His Cambiemos -- "Let's Change" - coalition swept aside exchange controls, and generally opened up Argentina to foreign trade and investment after years of market isolation that followed Argentina's 2001 financial crash.
But the initial optimism that greeted Macri's election has all but evaporated.
South America's third largest economy has struggled to recover after a massive currency crisis that saw the peso lose half its value against the dollar.
Inflation is running at 45 percent and with the economy shrinking 2.6 percent in 2018, according to the IMF.
When late president Nestor Kirchner hosted Argentina's last major political gathering -- the Summit of the Americas in 2005 -- he was part of a group of vociferous leftist Latin American leaders including Hugo Chavez, who formed a bold front against US President George Bush.
Thirteen years on the political landscape is much changed, and the irony is that a pro-trade, deregulation-friendly Argentine president finds himself surrounded at the G20 by a powerful nucleous of populist and protectionist leaders led by US President Donald Trump.
Mass protests are expected on the streets of Buenos Aires on Friday, where more than 20,000 security forces have been deployed to protect the leaders.
"The G20 is going to last a day. The second day, they are all going to go away because of incidents are going to go off.
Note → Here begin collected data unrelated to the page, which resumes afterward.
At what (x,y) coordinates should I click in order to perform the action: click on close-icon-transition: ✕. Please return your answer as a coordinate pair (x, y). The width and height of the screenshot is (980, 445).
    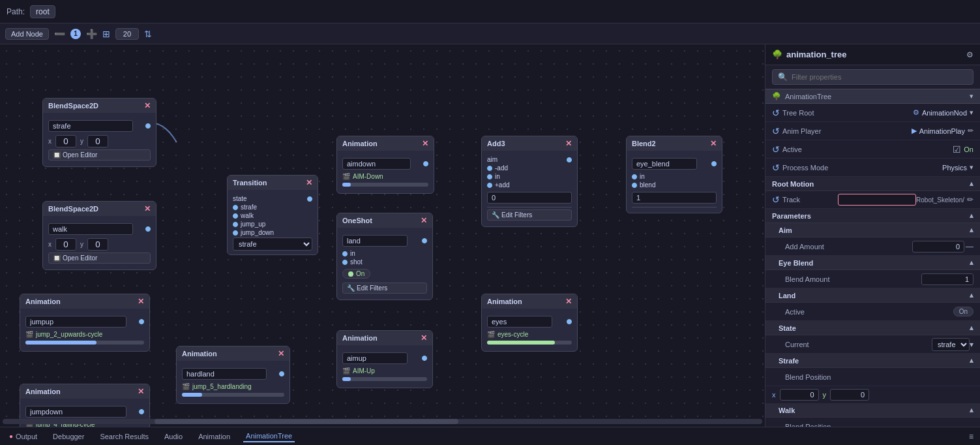
    Looking at the image, I should click on (309, 183).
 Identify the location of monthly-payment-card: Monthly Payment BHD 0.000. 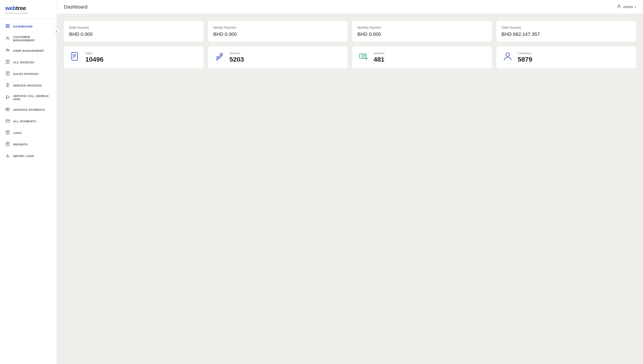
(422, 32).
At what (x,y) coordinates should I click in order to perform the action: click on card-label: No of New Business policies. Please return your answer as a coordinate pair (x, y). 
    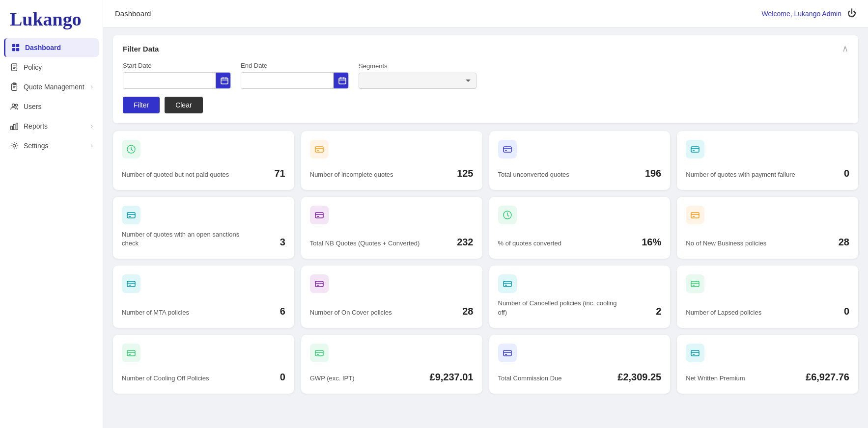
    Looking at the image, I should click on (726, 243).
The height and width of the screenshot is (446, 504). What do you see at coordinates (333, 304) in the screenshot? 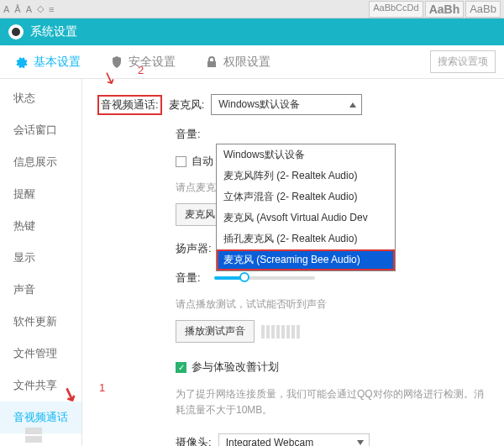
I see `speaker-hint-text: 请点播放测试，试试能否听到声音` at bounding box center [333, 304].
People are hungry and they're staging a G20 here?" said Jesus Olgin, a street vendor in the center of Buenos Aires.
Macri will strive to use the summit to sway foreign investors to get involved in the Argentine economy, according to political scientist Rosendo Fraga.
To that end meetings are planned with his US counterpart Donald Trump, as well as those of China, France, Russia, Japan, Britain and Germany.
"In these meetings, Argentina will get support and praise. While the multilateral economic and trade framework is getting weaker, bilateral relations are strengthening," said Fraga.